Matisse Passes Through Me 4.3 is presented in “Metaglyphs,” curated by Katie Peyton Hofstadter. Metaglyphs showcases artists using digital technologies to generate layers of meaning on more than one experiential plane, and includes work by Alfredo Salazar-Caro, Amy Kurzweil, Claudia Hart, LaJuné McMillian, LoVid, Carla Gannis, FakeShamus, Morehshin Allahyari, Savannah Spirit, and Swoon.

The winning bidder of this work will receive an additional physical painting (pictured above)

Metaglyph roughly translates to “beyond symbol” — an artwork representing the interconnected relationship between object materiality and digital existence. For as long as humans have told stories, we’ve been interested in objects that exist at the border between worlds. From ancient mythology to modern science fiction, our archetypal stories are filled with magical objects that serve as keys, black mirrors of culture and false identity, secret weapons with hidden powers. These NFT tokenized artworks use multiple techniques — ranging from digital simulation technology to 3D modeling to glitch — to probe the boundaries and consequences of our digital and analog desires.

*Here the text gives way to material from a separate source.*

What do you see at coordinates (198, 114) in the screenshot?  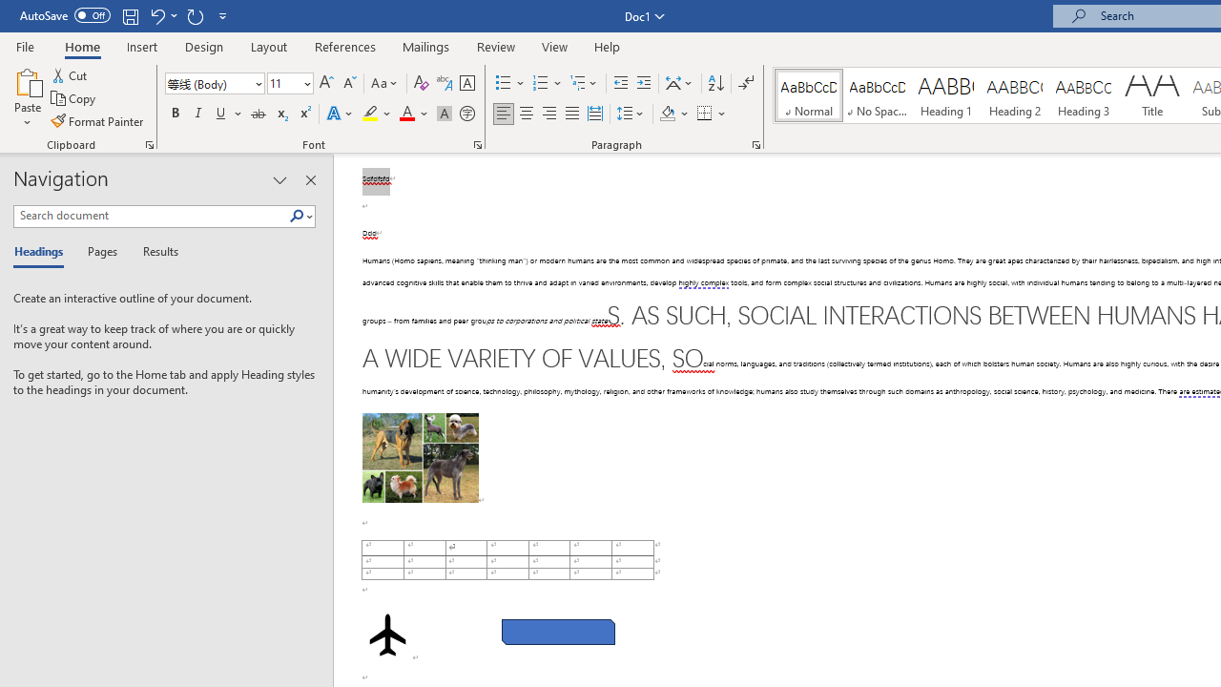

The goal is not to replace reality, but to return to and enrich it. When we step through the looking glass — when we board the vessel — what will we see?

“These artworks are vessels that serve as a link between the familiar and the unknown. It’s the butterfly pinned to the board, and the butterfly rising above it. Not just the shark’s tooth, but its bite.”

–– Katie Peyton Hofstadter

Claudia Hart interviewed by Katie Peyton Hofstadter (off screen) about her Digital Combines.